Reflex arcs in the pulmonary and cardiovas- Hyperventilation occurs in the


cular blood vessels stimulate the respiratory absence of hypoxemia.
control center independent of carbon diox-
ide and oxygen levels.

Patients with pulmonary and cardiac disorders may feel dyspneic and
hyperventilate even in the absence of hypoxemia. This is due to the pres-
ence of reflex arcs which react to irritation by stimulating respiration. The
reflex arcs are initiated by various types of receptors (e.g., pressure, stretch)
located in the lungs and heart.
Pulmonary receptors located in the respiratory muscles, airways and in-
terstitium can trigger hyperventilation independent of oxygen levels. This
is seen in several pulmonary disorders, including:
• emphysema • pneumonia
• pulmonary edema • inhalation of irritants
• pulmonary fibrosis
Cardiac baroreceptors may contribute to the dyspnea associated with:
• CHF • pulmonary hypertension
• pulmonary stenosis • mitral valve disease

Reflex arcs from the heart and lungs to the respiratory aaa
___________ center can cause hyperventilation in the ab- control
sence of __________. hypoxemia

447
The Fluid, Electrolyte and Acid-Base Companion

EtiologiesConscious controlPatient-controlled hyperven-


tilation is voluntary hyperventilation.

;
;; ; Voluntary ventilation
Hyperventilation caused by the patient

Conscious control as a cause of hyperventilation covers two different sce-


narios: voluntary (patient controlled) and mechanical (physician-controlled,
discussed on the following page).
Conscious control from the cerebral cortex can override the usual influ-
ences of CO2 and O2 at the respiratory control center. Conscious control of
respiration is needed to perform certain activities such as speaking, playing
the flute and swimming. Conscious hyperventilation causing respiratory
alkalosis is most commonly associated with psychogenic conditions such as
anxiety and panic attacks.
It is interesting to note that conscious hypoventilation, breath holding,
cannot cause sufficient carbon dioxide retention to cause respiratory acido-
sis. Conscious hypoventilation cannot be sustained because a person will
pass out from hypoxia long before a significant drop in the pH occurs. In
contrast, however, conscious hyperventilation can be sustained long enough
to lower carbon dioxide and cause respiratory alkalosis.

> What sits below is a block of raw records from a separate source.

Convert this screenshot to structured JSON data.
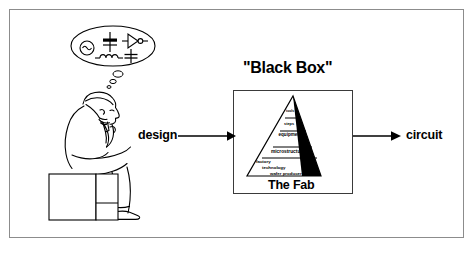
{
  "figure": {
    "kind": "conceptual-block-diagram",
    "border_color": "#8c8c8c",
    "ink_color": "#000000",
    "background": "#ffffff"
  },
  "thinker": {
    "name": "seated-thinking-designer",
    "pose": "the-thinker",
    "seat": "cube-block"
  },
  "thought_bubble": {
    "name": "thought-bubble",
    "symbols": [
      {
        "name": "ac-source-symbol",
        "label": "AC source"
      },
      {
        "name": "transistor-symbol",
        "label": "transistor"
      },
      {
        "name": "logic-gate-symbol",
        "label": "logic gate"
      },
      {
        "name": "inductor-symbol",
        "label": "inductor"
      },
      {
        "name": "capacitor-symbol",
        "label": "capacitor"
      }
    ],
    "trail_bubbles": 3
  },
  "flow": {
    "input_label": "design",
    "output_label": "circuit",
    "box_title": "\"Black Box\"",
    "box_caption": "The Fab"
  },
  "pyramid": {
    "name": "fab-hierarchy-pyramid",
    "caption": "The Fab",
    "shadow_color": "#000000",
    "layers": [
      {
        "index": 0,
        "label": "tools"
      },
      {
        "index": 1,
        "label": "steps"
      },
      {
        "index": 2,
        "label": "equipment"
      },
      {
        "index": 3,
        "label": "microstructures"
      },
      {
        "index": 4,
        "label": "factory"
      },
      {
        "index": 5,
        "label": "technology"
      },
      {
        "index": 6,
        "label": "wafer producer"
      }
    ]
  },
  "arrows": {
    "in": {
      "name": "arrow-design-to-box"
    },
    "out": {
      "name": "arrow-box-to-circuit"
    }
  }
}
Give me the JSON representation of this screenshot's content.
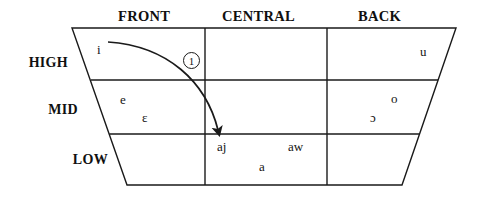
{
  "diagram": {
    "type": "vowel-trapezoid",
    "line_color": "#1a1a1a",
    "text_color": "#141414",
    "background": "#ffffff"
  },
  "columns": [
    {
      "id": "front",
      "label": "FRONT"
    },
    {
      "id": "central",
      "label": "CENTRAL"
    },
    {
      "id": "back",
      "label": "BACK"
    }
  ],
  "rows": [
    {
      "id": "high",
      "label": "HIGH"
    },
    {
      "id": "mid",
      "label": "MID"
    },
    {
      "id": "low",
      "label": "LOW"
    }
  ],
  "vowels": [
    {
      "symbol": "i",
      "row": "high",
      "column": "front",
      "x": 97,
      "y": 50
    },
    {
      "symbol": "u",
      "row": "high",
      "column": "back",
      "x": 420,
      "y": 52
    },
    {
      "symbol": "e",
      "row": "mid",
      "column": "front",
      "x": 120,
      "y": 100
    },
    {
      "symbol": "ɛ",
      "row": "mid",
      "column": "front",
      "x": 142,
      "y": 118
    },
    {
      "symbol": "o",
      "row": "mid",
      "column": "back",
      "x": 391,
      "y": 99
    },
    {
      "symbol": "ɔ",
      "row": "mid",
      "column": "back",
      "x": 370,
      "y": 118
    },
    {
      "symbol": "aj",
      "row": "low",
      "column": "central",
      "x": 217,
      "y": 147
    },
    {
      "symbol": "aw",
      "row": "low",
      "column": "central",
      "x": 288,
      "y": 147
    },
    {
      "symbol": "a",
      "row": "low",
      "column": "central",
      "x": 259,
      "y": 167
    }
  ],
  "annotations": [
    {
      "id": "marker-1",
      "label": "1",
      "shape": "circled-number",
      "x": 183,
      "y": 55,
      "describes": "diphthong glide arrow from i to aj"
    }
  ],
  "arrows": [
    {
      "id": "glide-arrow",
      "from_symbol": "i",
      "to_symbol": "aj",
      "start": {
        "x": 108,
        "y": 42
      },
      "control1": {
        "x": 168,
        "y": 46
      },
      "control2": {
        "x": 206,
        "y": 82
      },
      "end": {
        "x": 218,
        "y": 131
      },
      "arrowhead": "filled-triangle"
    }
  ],
  "geometry": {
    "top_y": 28,
    "bottom_y": 185,
    "row_line_high_mid_y": 80,
    "row_line_mid_low_y": 134,
    "top_left_x": 72,
    "top_right_x": 456,
    "bottom_left_x": 127,
    "bottom_right_x": 402,
    "divider_1_x": 205,
    "divider_2_x": 327
  }
}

Conscious hypoventilation cannot cause respiratory _________. acidosis

Conscious hyperventilation can cause respiratory ___________. alkalosis

448
S. Faubel and J. Topf 16 Respiratory Alkalosis

EtiologiesConscious controlPhysician-controlled hyper-


ventilation is seen with mechanical ventilation.

Mechanical ventilation
Hyperventilation caused by the physician

Mechanical ventilation is the second scenario where conscious control


causes hyperventilation and respiratory alkalosis. In this situation, the con-
scious person causing hyperventilation is the physician who sets the venti-
lator variables. Ventilator variables include: rate, tidal volume, mode and
FiO2 (fraction of inspired oxygen). These variables are explained on the fol-
lowing page.
The rate and tidal volume are the ventilator variables which can affect
PCO2. If the set rate and tidal volume cause the exhalation of more CO2 than
is produced by metabolism, then respiratory alkalosis can occur.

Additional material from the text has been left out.